Polling stations opened across Europe on Sunday as voters from 20 countries cast ballots in elections that are expected to shift the European Union’s parliament to the right and could redirect the future of the world’s biggest trading bloc.
The war in Ukraine, migration, and the impact of climate policy on farmers are some of the issues weighing on voters’ minds as they cast ballots to elect 720 members of the European Parliament.
Surveys suggest that mainstream and pro-European parties will retain their majority in parliament, but that the hard right, including parties led by politicians like the Netherlands’ Geert Wilders and France’s Marine Le Pen will eat into their share of seats.
That would make it harder for Europe to pass legislation and make decisions.
EU lawmakers have a say in issues from financial rules to climate and agriculture policy. They approve the EU budget, which bankrolls priorities including infrastructure projects, farm subsidies and aid delivered to Ukraine. And they hold a veto over the appointment of the powerful EU commission.
This elections come at a testing time for voter confidence in a bloc of some 450 million people. Over the last five years, the EU has been shaken by the coronavirus pandemic, an economic slump and an energy crisis fueled by the biggest land conflict in Europe since the Second World War. But political campaigning often focuses on issues of concern in individual countries rather than on broader European interests.
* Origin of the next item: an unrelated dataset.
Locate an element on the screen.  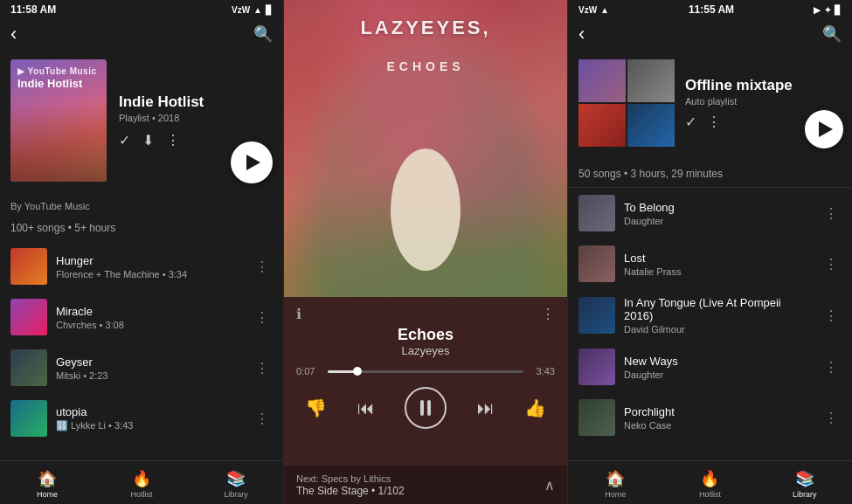
home-label-right: Home is located at coordinates (615, 494).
Sunday’s voting marathon winds up a four-day election cycle that began in the Netherlands on Thursday.
An unofficial exit poll there suggested that Geert Wilders’ anti-migrant hard right party would make important gains in the Netherlands, even though a coalition of pro-European parties has probably pushed it into second place.
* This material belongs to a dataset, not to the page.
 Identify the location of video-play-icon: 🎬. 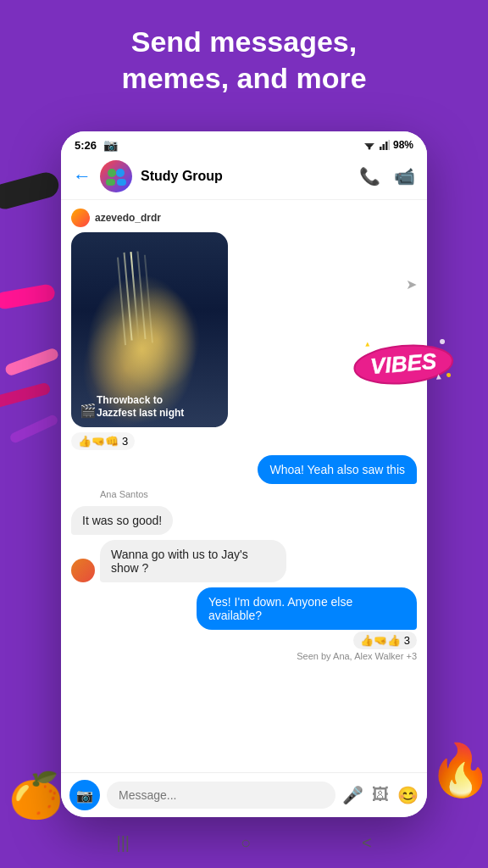
(88, 410).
Casting his vote in the Flanders region, Belgian Prime Minister Alexander De Croo, whose country holds the EU’s rotating presidency until the end of the month, warned that Europe is “at a crossroads” and “more under pressure than ever.”
Since the last EU election in 2019, populist or far-right parties now lead governments in three nations — Hungary, Slovakia and Italy — and are part of ruling coalitions in others including Sweden, Finland and, soon, the Netherlands. Polls give the populists an advantage in France, Belgium, Austria and Italy.
“Right is good,” Hungarian Prime Minister Viktor Orbán, who leads a stridently nationalist and anti-migrant government, told reporters after casting his ballot. “To go right is always good. Go right!”
In Berlin, voter Laura Simon said: “I do hope that we will manage to avoid a shift to the right and that Europe will somehow remain united.”
After the election comes a period of horse-trading, as political parties reconsider their places in the continent-wide political alliances that run the European legislature.
The biggest political group — the center-right European People’s Party (EPP) — has moved right during the present elections on issues like security and migration.
Among the most watched questions is whether the Brothers of Italy — the governing party of populist far-right Prime Minister Georgia Meloni, which has neo-fascist roots — stays in the more hard-line European Conservatives and Reformists (ECR), or becomes part of a new hard right group that could be created in the wake of the elections. Meloni also has the option to work with the EPP.
A more worrying scenario for pro-European parties would be if the ECR joins forces with Le Pen’s Identity and Democracy to consolidate hard-right influence.
The second biggest group — the center-left Socialists and Democrats — and the Greens refuse to align themselves with the ECR.
Questions also remain over what group Orbán’s ruling Fidesz party might join. It was previously part of the EPP but was forced out in 2021 due to conflicts over its interests and values.
The election also ushers in a period of uncertainty as new leaders are chosen at the helm of the European project. While lawmakers are jostling over places in alliances, governments will be competing to secure top EU jobs for their national officials.
Chief among them is the presidency of the powerful executive branch, the European Commission, which proposes laws and watches to ensure they are respected. The commission also controls the EU’s purse strings, manages trade and is Europe’s competition watchdog.
Other plum posts are those of European Council president, who chairs summits of presidents and prime ministers, and EU foreign policy chief, the bloc’s top diplomat.
Unofficial estimates are due to trickle in from 1615 GMT. Official results of the polls, which are held every five years, will be begin to be published after the last polling stations in the 27 EU nations close in Italy at 11 p.m. (2100 GMT), but a clear picture of what the new assembly might look like will only emerge clear on Monday.